** WHAT IS NEEDED **
The records below are to be repeated exactly, and their pictures left out.
*** Opening of THE RECORDS ***
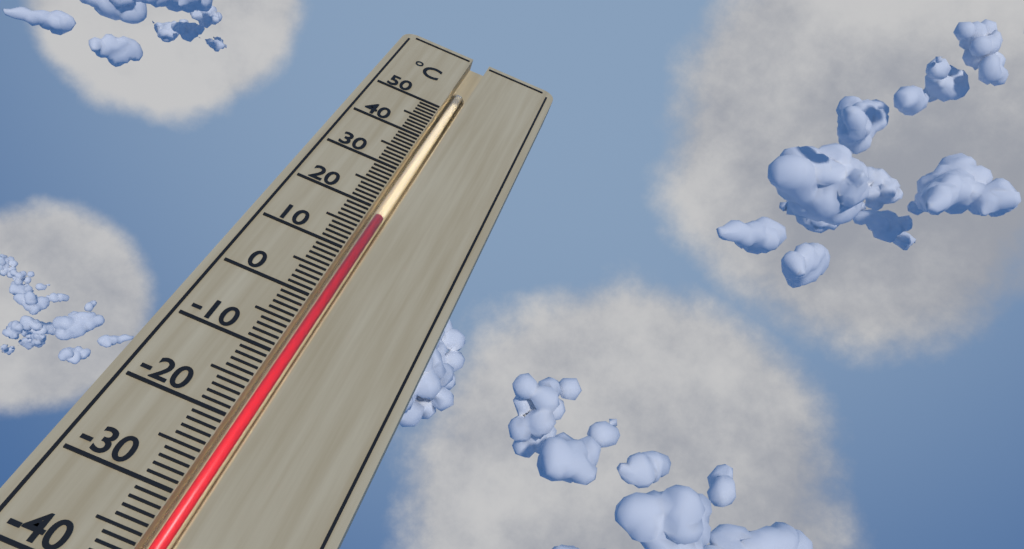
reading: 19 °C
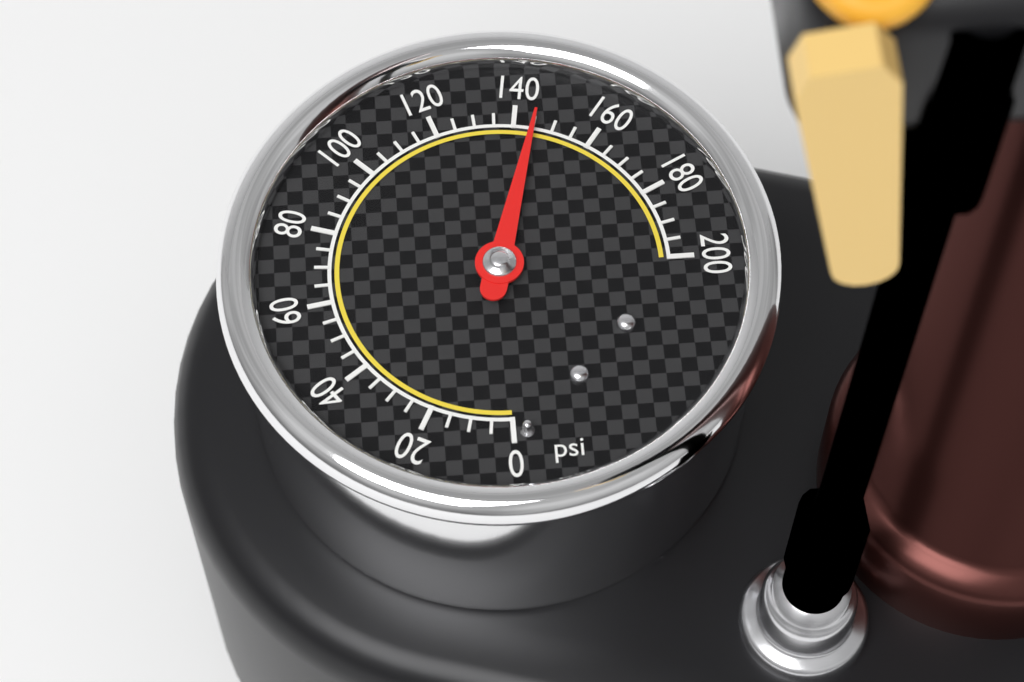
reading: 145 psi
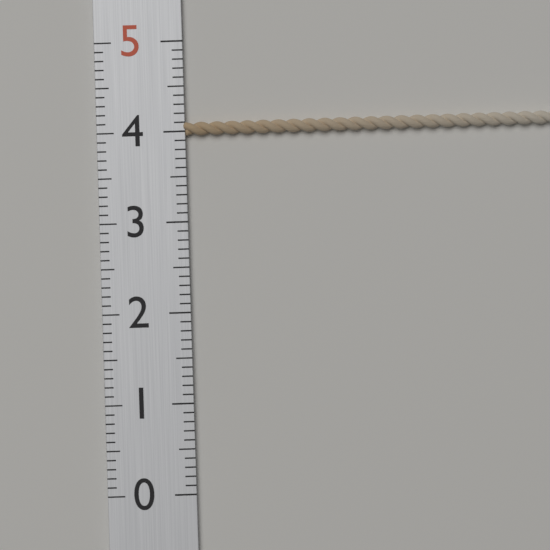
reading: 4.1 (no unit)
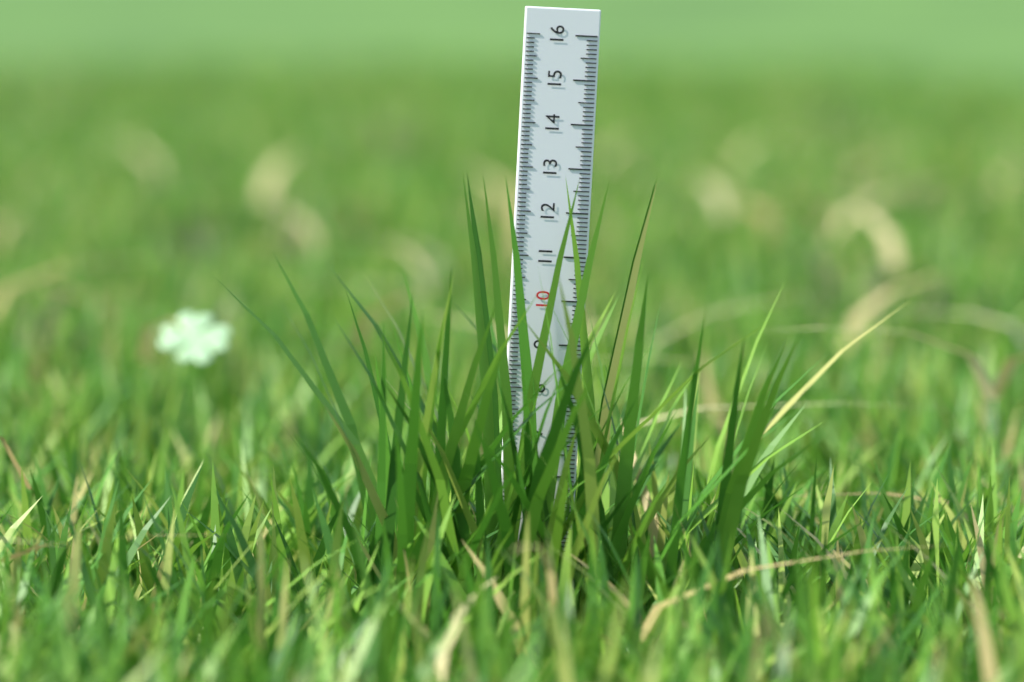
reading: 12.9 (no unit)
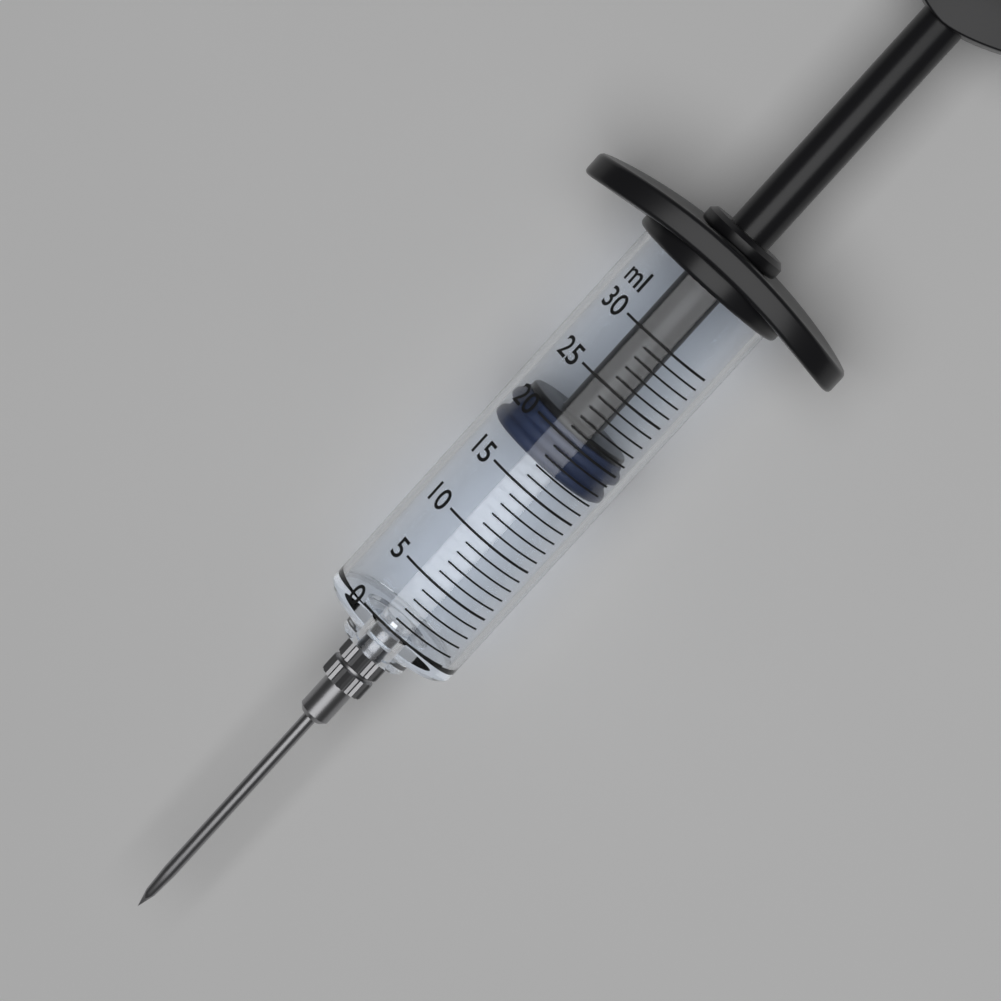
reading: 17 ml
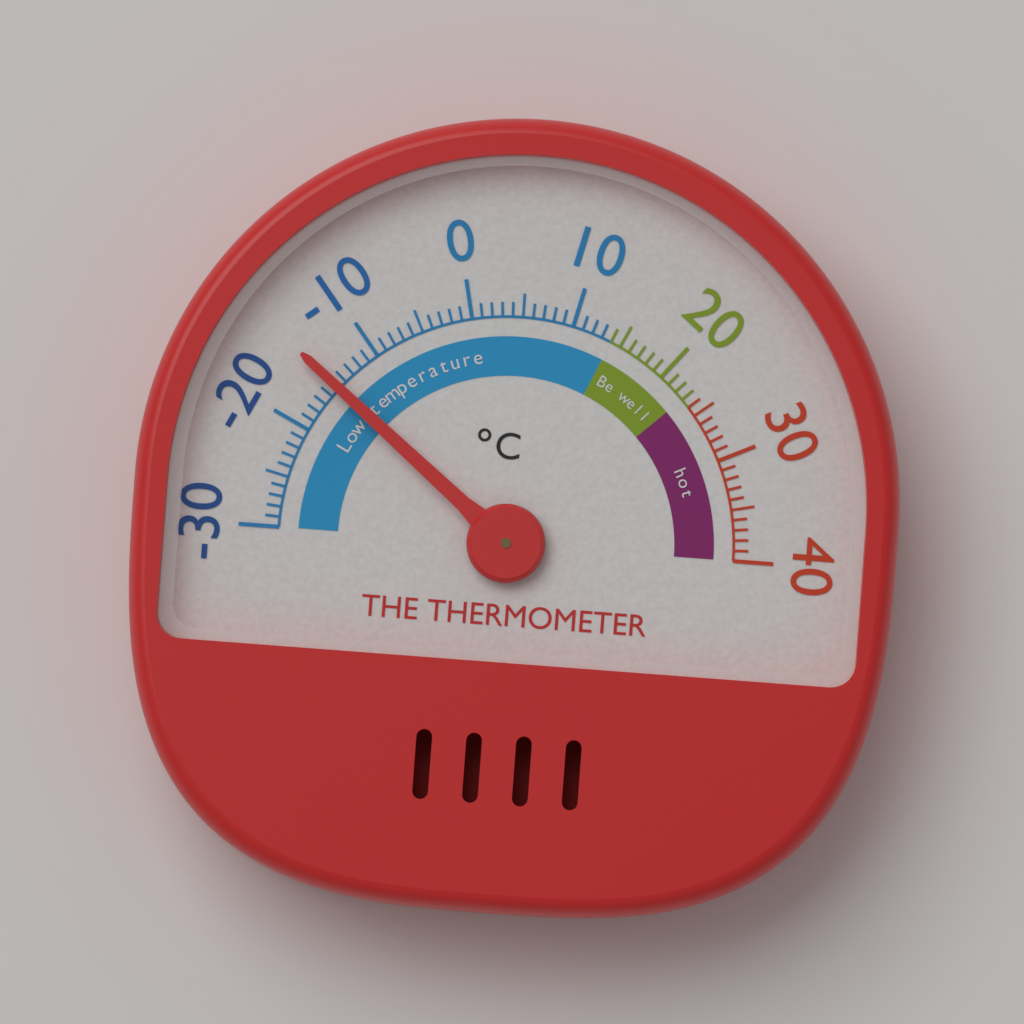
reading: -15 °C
*** Close of THE RECORDS ***
** SOLUTION FOR THIS TASK **
reading: 19 °C
reading: 145 psi
reading: 4.1 (no unit)
reading: 12.9 (no unit)
reading: 17 ml
reading: -15 °C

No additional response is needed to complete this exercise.